Pretend just for a minute that Barack Obama, while he was President
of the United States, had accidentally tweeted, “Michelle and I are taking the
kids and going covfefe…”
Everybody would have laughed. The media would have laughed.
Facebook would have laughed. Twitter would have erupted with jokes... just like
it did when Donald J. Trump accidentally tweeted that mysterious word the other
night.
Covfefe.
If Obama had done it, Liberals would have laughed along with
him and made convivial comments, like “Get a couple of fefes for me while you’re
there” or “Be careful, an adult covfefe can be dangerous when disturbed,” while Republicans
would have posted snarky comments suggesting in dog-whistle language that
Obama, being black, was too stupid to operate a Twitter account and should be
impeached (or hanged).
Sean Hannity would have conjured up a conspiracy theory that
“covfefe” was somehow tied to Radical Islamic Terrorism and that the Muslim
traitor Obama was sending a coded message telling ISIS where and when to strike
America.
Obama, for his part, would have probably smiled and played along with
the joke. He would have tweeted something the next day like “Had a great time at covfefe” or “After a hard day of being president, sometimes my fingers
go off walking on their own.” He would never have sent his White House press
spokesman out to say that “the president and a small group of people know
exactly what he meant.”
Seriously, Sean Spicer? That’s the best you can do?
It was the perfect opportunity to show that Trump is at
least partly human. Spicer could have made a joke. He could have said, for
example, that “the media is always kidding the president about having small
hands, so sometimes they just type covfefe.” He could have said it was
something Trump learned on his foreign trip, like maybe when he put his hands
on the Saudis' mysterious orb. He could have said almost anything except what he actually said.
In two weeks, it will have been two years since Trump and
his wife descended the escalator in Trump Tower to announce that he was running
for the Republican nomination for president. He has been on television every
single day since, and not once in two years has he ever said he was wrong about
anything, was sorry about anything, made a mistake about anything or is
anything less than the planet's only perfect man.
In those two years he's proven himself to be good at making up lies but completely incapable
of telling the truth or even making a simple joke, and I’m sick of it. I’m just so sick
of it.
Today, we think he’s going to pull the United States out of
an historic climate change agreement that involves nearly 200 nations around
the world [UPDATE: He did.] so that his wealthy backers in the fossil fuel business can continue polluting
the air and stuffing their pockets with cash. He’ll put us into a new Basket of
Deplorables with only two other countries: Syria, one of the most deplorable
places on earth; and Nicaragua, the second poorest nation in the Western
Hemisphere.
I don’t know about you, but that’s not where I want America
to be. Trump should be ashamed to even say those words out loud, let alone in an orchestrated Rose Garden ceremony on national TV, but he won’t be ashamed, and that’s the real shame
of it all.
I keep writing that the things Trump says and does would be
funny if they weren’t so sad, but Trump doesn’t do jokes, so there is no funny in Trump. The only exception, I thought, was when he rode the golden staircase to tell us he was running for President of the United States, but it turned out that joke was
on us... and that was the saddest joke of all.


**Problem to work on**
Read the data, and whenever a line holds the word "plotted", report that line.

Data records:
- - -
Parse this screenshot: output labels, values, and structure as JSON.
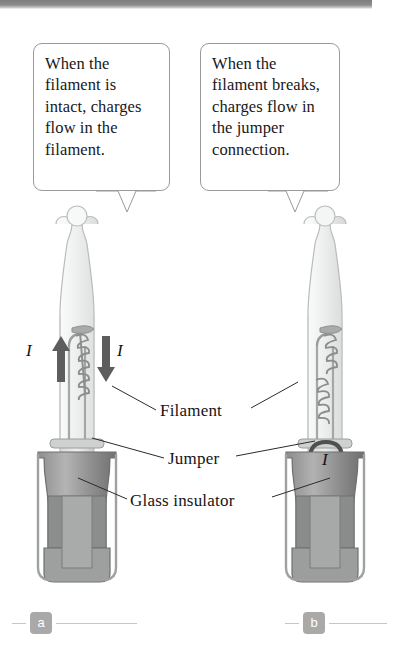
{
  "figure": {
    "callouts": [
      {
        "id": "a",
        "text": "When the filament is intact, charges flow in the filament."
      },
      {
        "id": "b",
        "text": "When the filament breaks, charges flow in the jumper connection."
      }
    ],
    "labels": {
      "filament": "Filament",
      "jumper": "Jumper",
      "glass_insulator": "Glass insulator"
    },
    "current_symbols": {
      "left_up": "I",
      "left_down": "I",
      "right_jumper": "I"
    },
    "panels": [
      {
        "badge": "a"
      },
      {
        "badge": "b"
      }
    ],
    "colors": {
      "ink": "#141416",
      "outline": "#9a9a9a",
      "glass": "#e9eaea",
      "metal_base": "#9d9d9d",
      "metal_dark": "#7c7c7c",
      "badge": "#a9a9a9",
      "arrow": "#5d5d5d"
    }
  }
}
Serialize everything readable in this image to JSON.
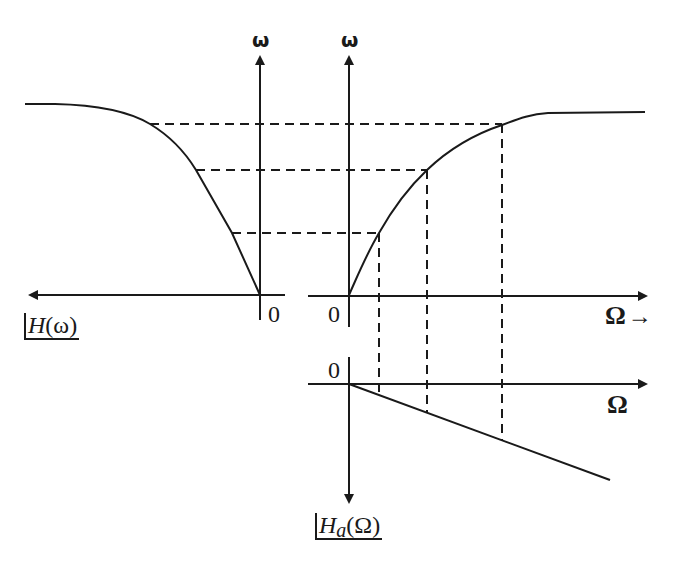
{
  "diagram": {
    "title": "",
    "colors": {
      "stroke": "#1a1a1a",
      "background": "#ffffff"
    },
    "labels": {
      "left_vertical_axis": "ω",
      "right_vertical_axis": "ω",
      "left_origin": "0",
      "right_top_origin": "0",
      "right_bottom_origin": "0",
      "top_horizontal_axis": "Ω",
      "top_horizontal_arrow": "→",
      "bottom_horizontal_axis": "Ω",
      "left_function_name": "H",
      "left_function_arg": "(ω)",
      "bottom_function_name": "H",
      "bottom_function_subscript": "a",
      "bottom_function_arg": "(Ω)"
    },
    "panels": [
      {
        "name": "magnitude-response-H-omega",
        "description": "Lowpass-like magnitude |H(ω)| plotted leftwards along horizontal axis, ω vertical",
        "axis_label_vertical": "ω",
        "axis_label_horizontal": "|H(ω)|"
      },
      {
        "name": "frequency-mapping-curve",
        "description": "Nonlinear mapping ω = f(Ω), saturating curve",
        "axis_label_vertical": "ω",
        "axis_label_horizontal": "Ω"
      },
      {
        "name": "magnitude-response-Ha-Omega",
        "description": "Linear magnitude |Ha(Ω)| plotted downward vs Ω",
        "axis_label_vertical": "|Ha(Ω)|",
        "axis_label_horizontal": "Ω"
      }
    ],
    "projection_levels": 3
  }
}
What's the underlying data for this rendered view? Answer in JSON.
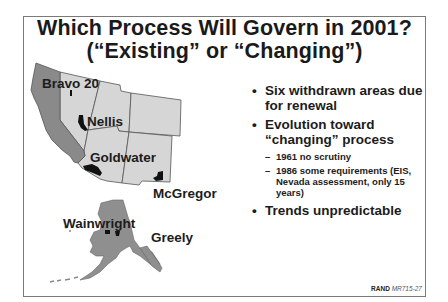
- - -
**Response to the exercise**
        "description": "Lowpass-like magnitude |H(ω)| plotted leftwards along horizontal axis, ω vertical",
        "description": "Linear magnitude |Ha(Ω)| plotted downward vs Ω",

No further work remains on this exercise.